* _What the task asks_: Begin at the line that holds "reading: 85 km/h" and copy each line exactly until the data below ends, including that last line but no pictures.

[Dataset records]
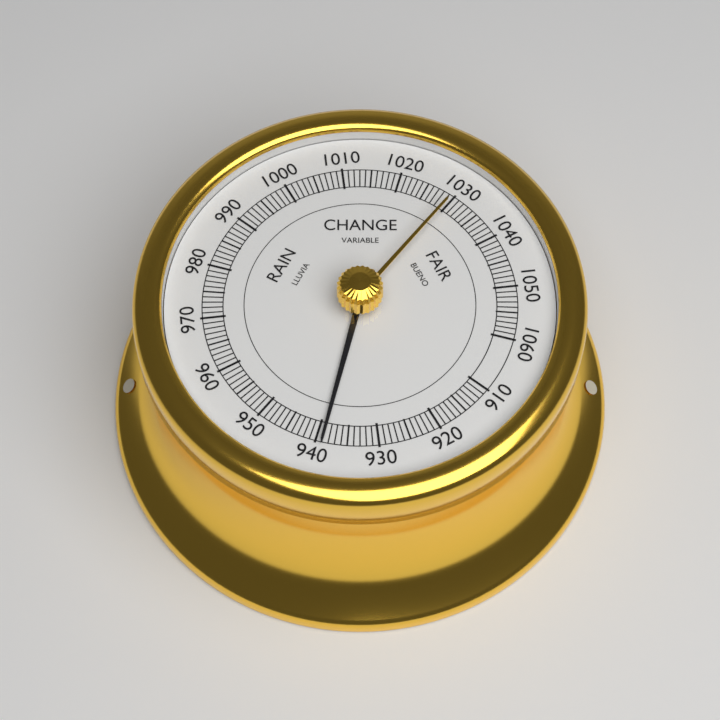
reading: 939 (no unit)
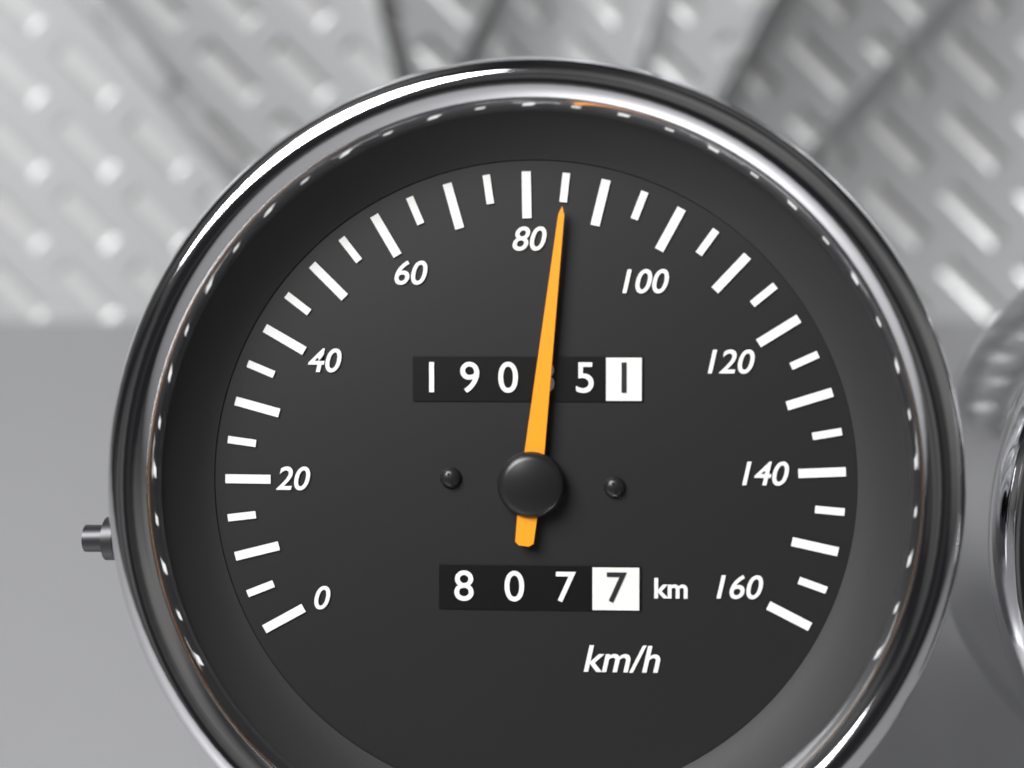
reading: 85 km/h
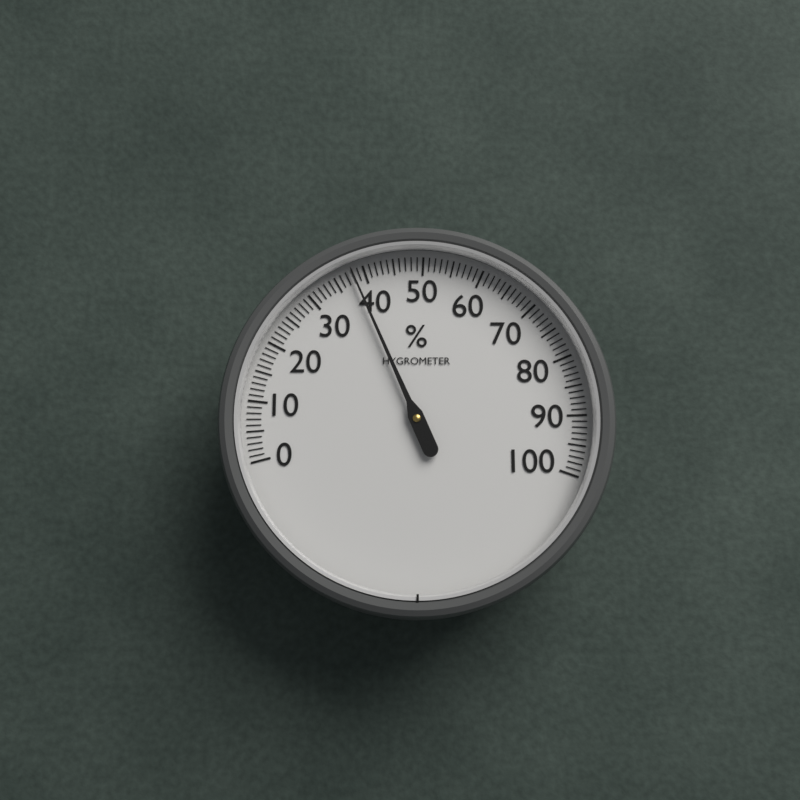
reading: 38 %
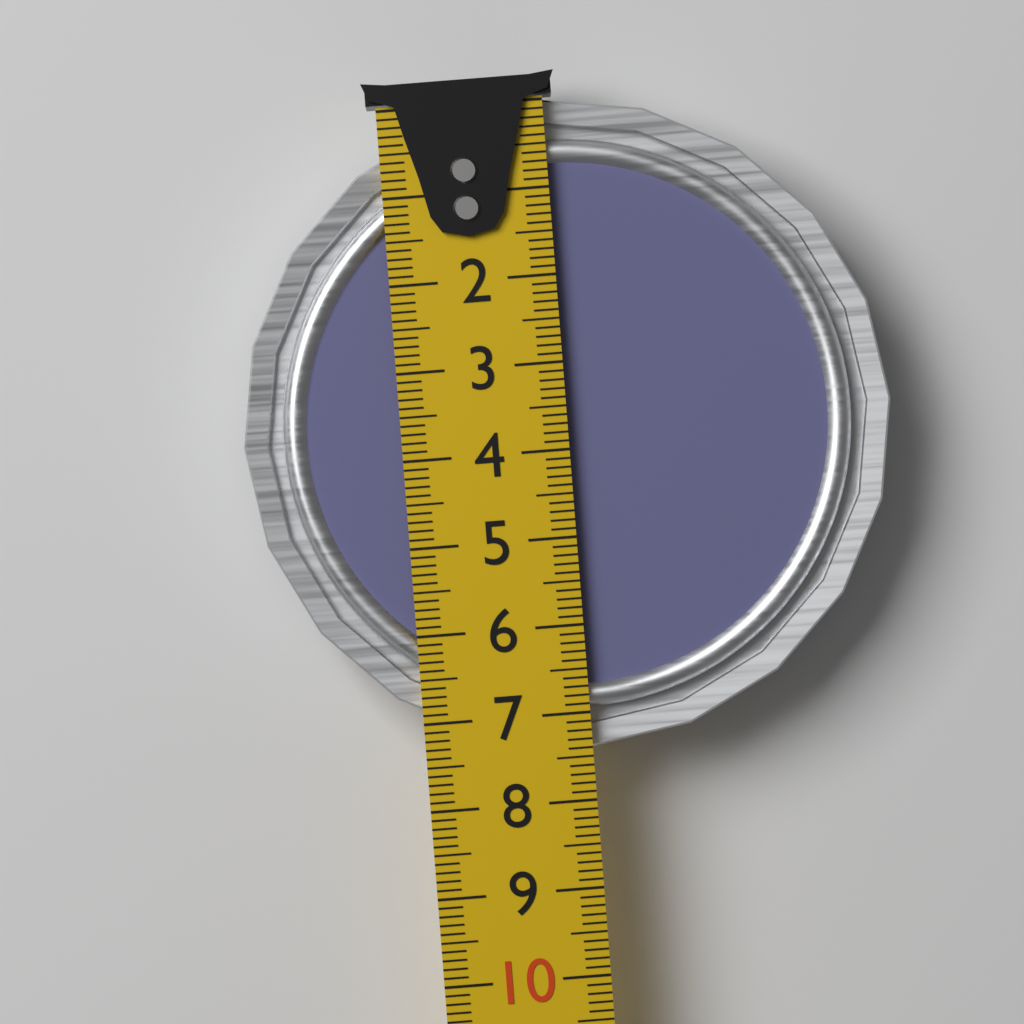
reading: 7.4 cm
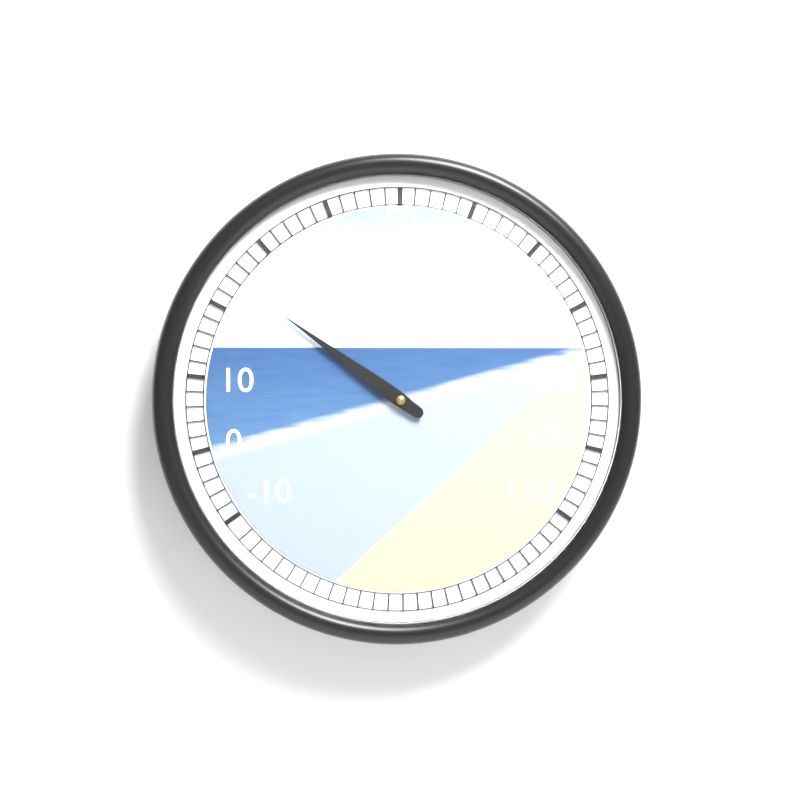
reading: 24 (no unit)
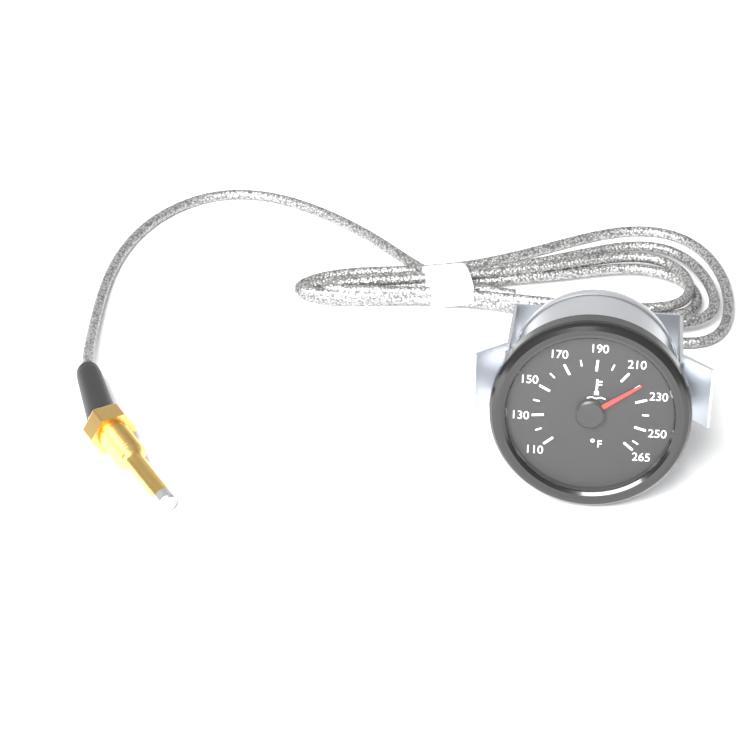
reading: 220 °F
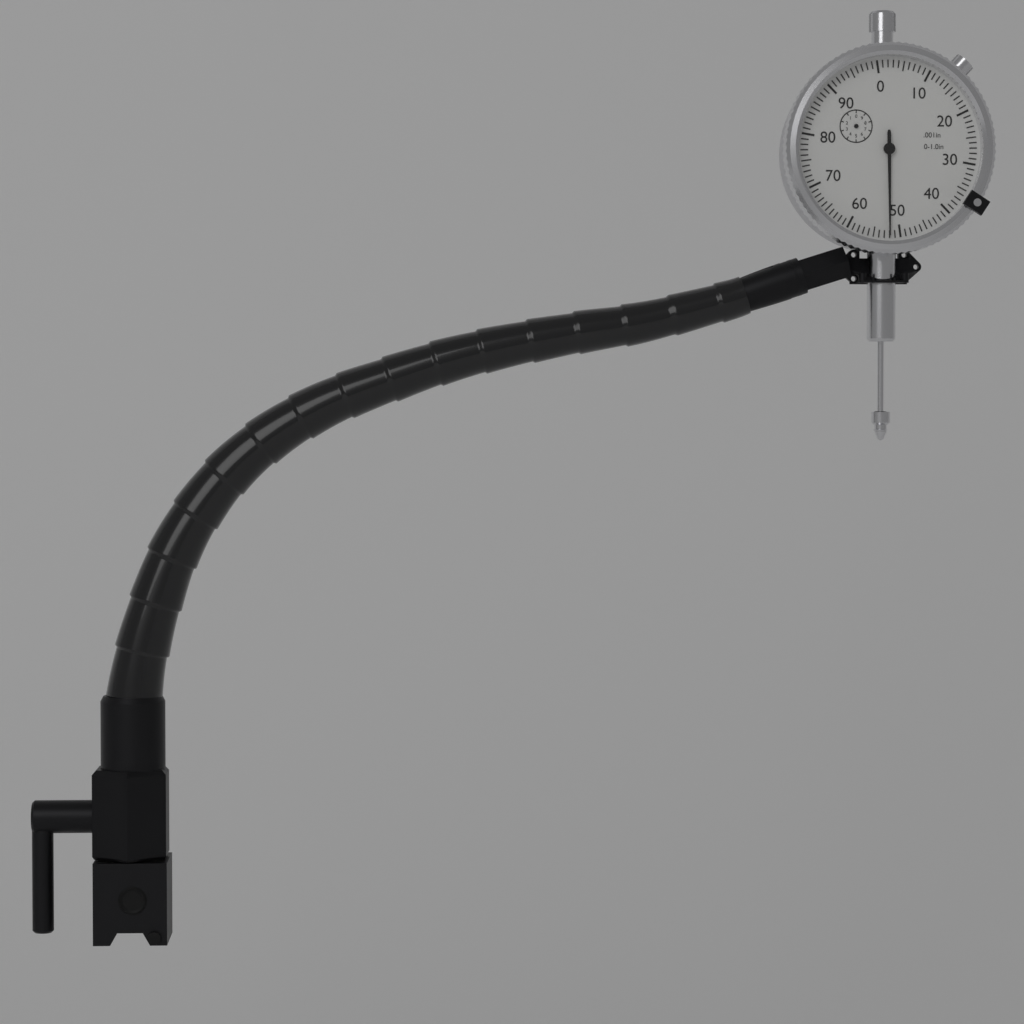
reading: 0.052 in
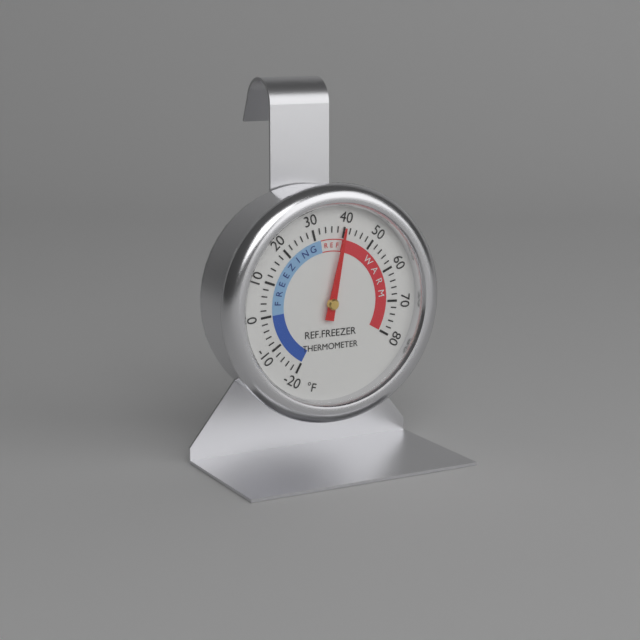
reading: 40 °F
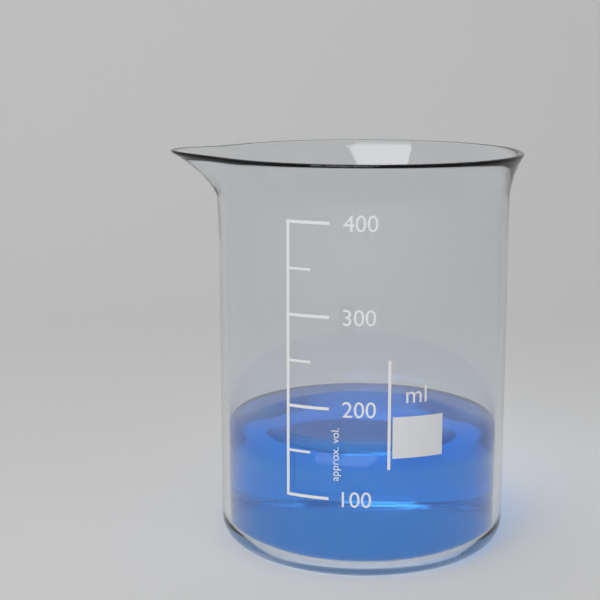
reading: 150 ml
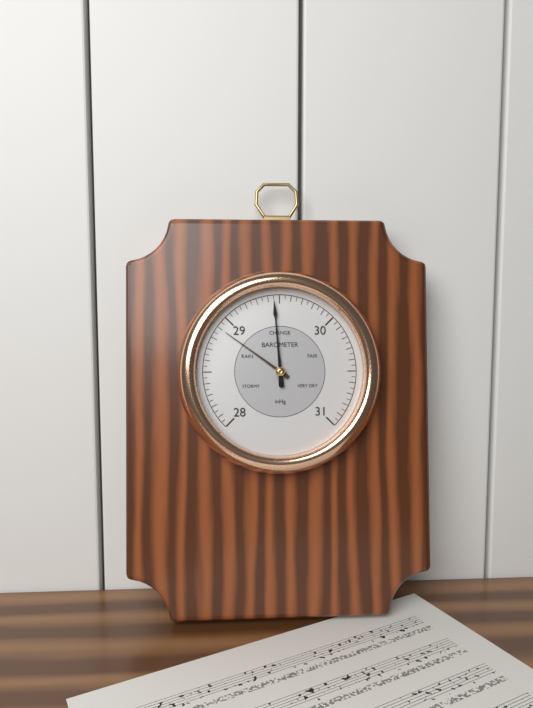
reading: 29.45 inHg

* _Output_:
reading: 85 km/h
reading: 38 %
reading: 7.4 cm
reading: 24 (no unit)
reading: 220 °F
reading: 0.052 in
reading: 40 °F
reading: 150 ml
reading: 29.45 inHg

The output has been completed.